- Published in print:
- 2012
- Published Online:
- June 2013
- ISBN:
- 9780804774574
- eISBN:
- 9780804782838
- Item type:
- chapter
- Publisher:
- Stanford University Press
- DOI:
- 10.11126/stanford/9780804774574.003.0005
- Subject:
- History, Cultural History
This chapter analyzes the works of literary critic Maurice Blanchot. His youthful interwar writings helped shape a discourse of the nation, its substance and borders, haunted by the figure of an ...
More
This chapter analyzes the works of literary critic Maurice Blanchot. His youthful interwar writings helped shape a discourse of the nation, its substance and borders, haunted by the figure of an “other,” and articulated an obsession with the way the subject can emerge undivided and in harmony with the social body—concerns that far-right writers like Thierry Maulnier, Jean–Pierre Maxence, and Jean de Fabrègues also addressed. Politics and literature were the sites where Blanchot worked through his possible answer to the crisis of subjectivity, self, and nation, and his relation to the difference which became associated with Jewishness. Like the Young New Right intellectuals he was close to, Blanchot attempted to find a resolution to a seemingly untenable political situation, that of interwar France perceived to be in the throes of a cultural and moral crisis.Less
This chapter analyzes the works of literary critic Maurice Blanchot. His youthful interwar writings helped shape a discourse of the nation, its substance and borders, haunted by the figure of an “other,” and articulated an obsession with the way the subject can emerge undivided and in harmony with the social body—concerns that far-right writers like Thierry Maulnier, Jean–Pierre Maxence, and Jean de Fabrègues also addressed. Politics and literature were the sites where Blanchot worked through his possible answer to the crisis of subjectivity, self, and nation, and his relation to the difference which became associated with Jewishness. Like the Young New Right intellectuals he was close to, Blanchot attempted to find a resolution to a seemingly untenable political situation, that of interwar France perceived to be in the throes of a cultural and moral crisis.
- Published in print:
- 2012
- Published Online:
- June 2013
- ISBN:
- 9780804774574
- eISBN:
- 9780804782838
- Item type:
- chapter
- Publisher:
- Stanford University Press
- DOI:
- 10.11126/stanford/9780804774574.003.0003
- Subject:
- History, Cultural History
This chapter discusses how these far-right writers both belonged to the same intellectual and political tradition—that of Maurrassian nationalism and Catholic politics—yet also departed from that ...
More
This chapter discusses how these far-right writers both belonged to the same intellectual and political tradition—that of Maurrassian nationalism and Catholic politics—yet also departed from that tradition in significant ways.

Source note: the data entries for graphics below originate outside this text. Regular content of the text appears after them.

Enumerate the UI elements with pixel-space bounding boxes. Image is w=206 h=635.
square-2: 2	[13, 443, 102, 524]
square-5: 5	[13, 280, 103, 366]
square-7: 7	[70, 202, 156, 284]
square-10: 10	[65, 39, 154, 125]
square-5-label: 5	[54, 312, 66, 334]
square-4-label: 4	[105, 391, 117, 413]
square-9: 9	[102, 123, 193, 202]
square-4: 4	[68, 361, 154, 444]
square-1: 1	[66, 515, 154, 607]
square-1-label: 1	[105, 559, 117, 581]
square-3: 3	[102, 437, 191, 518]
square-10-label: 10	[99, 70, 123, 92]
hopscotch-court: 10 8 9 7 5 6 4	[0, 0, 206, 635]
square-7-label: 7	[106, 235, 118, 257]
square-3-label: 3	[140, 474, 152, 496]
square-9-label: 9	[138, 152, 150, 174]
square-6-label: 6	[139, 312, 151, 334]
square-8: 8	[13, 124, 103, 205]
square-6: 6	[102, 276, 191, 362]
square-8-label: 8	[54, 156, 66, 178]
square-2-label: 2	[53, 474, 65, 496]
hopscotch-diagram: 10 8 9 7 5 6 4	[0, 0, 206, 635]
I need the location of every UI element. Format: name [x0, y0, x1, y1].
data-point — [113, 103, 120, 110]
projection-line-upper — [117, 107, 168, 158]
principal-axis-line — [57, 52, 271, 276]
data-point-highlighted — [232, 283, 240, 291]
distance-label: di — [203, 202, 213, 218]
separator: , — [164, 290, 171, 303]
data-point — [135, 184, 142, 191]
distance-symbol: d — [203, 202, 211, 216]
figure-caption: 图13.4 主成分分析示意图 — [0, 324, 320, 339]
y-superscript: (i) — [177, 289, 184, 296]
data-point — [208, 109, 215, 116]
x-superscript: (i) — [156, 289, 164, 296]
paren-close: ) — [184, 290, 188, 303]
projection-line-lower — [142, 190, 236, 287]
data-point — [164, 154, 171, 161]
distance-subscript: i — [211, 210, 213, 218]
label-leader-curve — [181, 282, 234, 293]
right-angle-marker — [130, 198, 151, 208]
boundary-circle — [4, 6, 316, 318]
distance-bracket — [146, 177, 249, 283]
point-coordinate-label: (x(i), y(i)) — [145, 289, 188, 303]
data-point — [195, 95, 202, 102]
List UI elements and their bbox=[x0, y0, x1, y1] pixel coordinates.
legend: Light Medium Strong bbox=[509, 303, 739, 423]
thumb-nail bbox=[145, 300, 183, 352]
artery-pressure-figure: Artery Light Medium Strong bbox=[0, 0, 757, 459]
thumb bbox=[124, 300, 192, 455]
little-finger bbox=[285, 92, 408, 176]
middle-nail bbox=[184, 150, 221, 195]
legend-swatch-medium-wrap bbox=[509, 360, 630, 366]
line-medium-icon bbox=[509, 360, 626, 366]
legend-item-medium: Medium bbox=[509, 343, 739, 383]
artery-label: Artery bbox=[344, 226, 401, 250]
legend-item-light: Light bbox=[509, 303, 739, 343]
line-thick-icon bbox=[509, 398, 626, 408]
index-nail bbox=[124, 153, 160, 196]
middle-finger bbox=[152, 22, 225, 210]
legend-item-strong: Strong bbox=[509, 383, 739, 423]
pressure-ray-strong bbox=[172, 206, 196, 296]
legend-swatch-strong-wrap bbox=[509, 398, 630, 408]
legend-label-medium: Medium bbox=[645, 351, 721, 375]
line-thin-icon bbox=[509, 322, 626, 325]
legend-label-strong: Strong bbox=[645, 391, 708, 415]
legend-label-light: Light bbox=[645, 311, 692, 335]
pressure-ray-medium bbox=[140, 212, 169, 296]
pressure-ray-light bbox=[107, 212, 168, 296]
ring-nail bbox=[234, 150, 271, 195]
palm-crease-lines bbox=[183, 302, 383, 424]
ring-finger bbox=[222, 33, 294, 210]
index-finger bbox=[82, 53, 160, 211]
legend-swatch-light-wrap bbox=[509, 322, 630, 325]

Recognizing the networks, affiliations, and affinities of 1930s intellectuals with their elders helps us to grasp the circulation of common themes—dissolution, disgust, abjection—from 1931 to 1936, but also allows us to trace the ideological differences that emerged after 1938, which coalesced around the questions of gender, sex, race, and French civilization. These differences emerged most strikingly around the place and role of anti-Semitism in a larger French ultra-nationalism and in the decision to refute or embrace the title of “French fascists”.Less
This chapter discusses how these far-right writers both belonged to the same intellectual and political tradition—that of Maurrassian nationalism and Catholic politics—yet also departed from that tradition in significant ways. Recognizing the networks, affiliations, and affinities of 1930s intellectuals with their elders helps us to grasp the circulation of common themes—dissolution, disgust, abjection—from 1931 to 1936, but also allows us to trace the ideological differences that emerged after 1938, which coalesced around the questions of gender, sex, race, and French civilization. These differences emerged most strikingly around the place and role of anti-Semitism in a larger French ultra-nationalism and in the decision to refute or embrace the title of “French fascists”.